WEMBLEY STADIUM – Welcome to Gareth Southgate’s England rehab.
Southgate broke tradition when he took over as England manager and opted for form over reputation. Yet as his trio of key players — Harry Kane, Harry Maguire and Raheem Sterling — struggle at their clubs, Southgate decided to stick by them as England sought three points to virtually guarantee World Cup qualification.
HARRY KANE
By half-time, Harry Kane was scissor-kicking in his hat-trick goal. What a difference 45 minutes can make in the life of a world-class striker.
The England captain will probably want to thank Jordan Henderson for providing one of the easier of his many hundreds of goals to break a rare run of five games without scoring that have sparked questions about his form.
Kane needed an easy goal — or one to fly in off a wayward shin or flailing knee — and Henderson clipped the ball beautifully over Albania’s hapless defenders, rendering the goalkeeper completely out of position and finding the Spurs striker completely unmarked to nod in from a couple of yards out. Relief flooded through the rest of Kane’s performance.
While he has now scored six goals in his last five games for England, the three-time Premier League Golden Boot winner (including last year), has managed only one goal in the league this season, coinciding with his club’s struggles that have already cost one manager his job. New Spurs manager Antonio Conte will be delighted the international break has been used to rebuild fraying confidence.
Kane has tended to drop deeper in recent years and though it amassed him an impressive haul of assists to accompany his goals last season, it can leave England and Spurs short of presence up front. Last night, England got their striker back.
His brilliant, archetypal No 9 hold-up play that proved pivotal in England’s third goal: receiving the ball from Henderson with his back to goal, holding off a defender before cleverly slipping it back to Henderson to score.
There he was, again, running off defenders’ backs and onto Raheem Sterling’s ball through to score his second. He hurled himself at crosses and shot inches wide of both posts in search of a third.
Acrobatically scoring his third on the stroke of half-time was indicative of a striker suddenly back to his best.
HARRY MAGUIRE
In Southgate’s attempt to remain strictly England-focussed and polite when discussing ahead of kick-off his decision to start Maguire despite poor form for Manchester United, it was hard not to laugh at the accidental implication.
“With us — and I can only talk about with us — he knows his role, he’s surrounded by good players, he’s one of a number of leaders so he hasn’t got to be leading everything,” Southgate said, in a sentence that could easily be interpreted as suggesting that at Manchester United he does not know his role, isn’t surrounded by good players and is in a side lacking leaders.
The form of the United captain has been as inconsistent as their results: from burying a goal in a three-goal comeback against Atlanta to conceding five by half-time against Liverpool.
But Maguire and Southgate go way back — the England manager gave the defender his debut, has eternally encouraged him to hold the ball at the back and play ambitious passes, built defences around him.
From his response on Friday night you can see why: Albania proved stubborn to breakdown in the reverse of this fixture back in March but Maguire cracked their defence with a powerful header in only the eighth minute, causing the dam to burst.
RAHEEM STERLING
Of Southgate’s star three, Sterling is perhaps the most under pressure after finding himself out of favour with Pep Guardiola at Manchester City. And there was an inkling at Wembley, at the very start, that Sterling was trying that little bit too hard.
With England two goals already to the good, he danced into Albania’s penalty area from the left wing only to ignore a ball across the box and try to wriggle between players to try for goal himself. It was sign of a player desperate to add his name to the scorers.
That said, when Sterling kept calm he showed everyone how essential he can be. His timing was perfect for England’s fourth: intercepting a poor pass on halfway, dribbling all of 30 yards before releasing Kane at the opportune moment.
Southgate will pray Sterling’s club status is settled by the time the squad fly to Qatar in 12 months’ time, and that future may not lie in Manchester. Sterling told a conference in the US in October that he was open to moving abroad and Guardiola reacted a little spikily by telling Sterling he was welcome to leave.
There is still a long way to go, but transfers of Sterling’s size can take time. And if England are to win the World Cup, Southgate will likely need Sterling to shine for his country as he consistently does.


● **TASK PROMPT**: Copy the records below exactly as they are written.

Stored data entries
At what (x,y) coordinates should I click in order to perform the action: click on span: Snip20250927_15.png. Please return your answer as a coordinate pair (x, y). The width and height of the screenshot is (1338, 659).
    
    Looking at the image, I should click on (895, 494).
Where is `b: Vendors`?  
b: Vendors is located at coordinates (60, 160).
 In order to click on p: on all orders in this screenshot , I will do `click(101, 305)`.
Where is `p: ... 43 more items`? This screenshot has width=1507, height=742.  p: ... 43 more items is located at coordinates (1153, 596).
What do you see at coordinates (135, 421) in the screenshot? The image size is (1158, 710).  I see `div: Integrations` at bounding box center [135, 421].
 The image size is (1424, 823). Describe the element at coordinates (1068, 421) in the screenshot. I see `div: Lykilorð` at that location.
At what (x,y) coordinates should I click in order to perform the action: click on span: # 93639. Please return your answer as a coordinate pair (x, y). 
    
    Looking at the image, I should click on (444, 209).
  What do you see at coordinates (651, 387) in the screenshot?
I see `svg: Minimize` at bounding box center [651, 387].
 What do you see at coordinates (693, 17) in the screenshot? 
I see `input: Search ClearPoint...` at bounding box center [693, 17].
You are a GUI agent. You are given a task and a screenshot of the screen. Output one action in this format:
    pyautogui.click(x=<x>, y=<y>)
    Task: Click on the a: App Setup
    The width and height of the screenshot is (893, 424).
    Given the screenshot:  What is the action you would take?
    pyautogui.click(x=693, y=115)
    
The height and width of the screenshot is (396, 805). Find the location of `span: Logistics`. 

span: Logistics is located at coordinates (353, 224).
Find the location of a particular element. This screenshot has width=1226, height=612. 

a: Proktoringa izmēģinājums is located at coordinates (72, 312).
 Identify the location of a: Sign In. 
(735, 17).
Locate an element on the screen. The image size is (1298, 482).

● **RESPONSE AREA**:
At what (x,y) coordinates should I click in order to perform the action: click on span: Snip20250927_15.png. Please return your answer as a coordinate pair (x, y). The width and height of the screenshot is (1338, 659).
    
    Looking at the image, I should click on (895, 494).
Where is `b: Vendors`?  
b: Vendors is located at coordinates (60, 160).
 In order to click on p: on all orders in this screenshot , I will do `click(101, 305)`.
Where is `p: ... 43 more items`? This screenshot has width=1507, height=742.  p: ... 43 more items is located at coordinates (1153, 596).
What do you see at coordinates (135, 421) in the screenshot? The image size is (1158, 710).  I see `div: Integrations` at bounding box center [135, 421].
 The image size is (1424, 823). Describe the element at coordinates (1068, 421) in the screenshot. I see `div: Lykilorð` at that location.
At what (x,y) coordinates should I click in order to perform the action: click on span: # 93639. Please return your answer as a coordinate pair (x, y). 
    
    Looking at the image, I should click on (444, 209).
  What do you see at coordinates (651, 387) in the screenshot?
I see `svg: Minimize` at bounding box center [651, 387].
 What do you see at coordinates (693, 17) in the screenshot? 
I see `input: Search ClearPoint...` at bounding box center [693, 17].
You are a GUI agent. You are given a task and a screenshot of the screen. Output one action in this format:
    pyautogui.click(x=<x>, y=<y>)
    Task: Click on the a: App Setup
    The width and height of the screenshot is (893, 424).
    Given the screenshot:  What is the action you would take?
    pyautogui.click(x=693, y=115)
    
The height and width of the screenshot is (396, 805). Find the location of `span: Logistics`. 

span: Logistics is located at coordinates (353, 224).
Find the location of a particular element. This screenshot has width=1226, height=612. 

a: Proktoringa izmēģinājums is located at coordinates (72, 312).
 Identify the location of a: Sign In. 
(735, 17).
Locate an element on the screen. The image size is (1298, 482).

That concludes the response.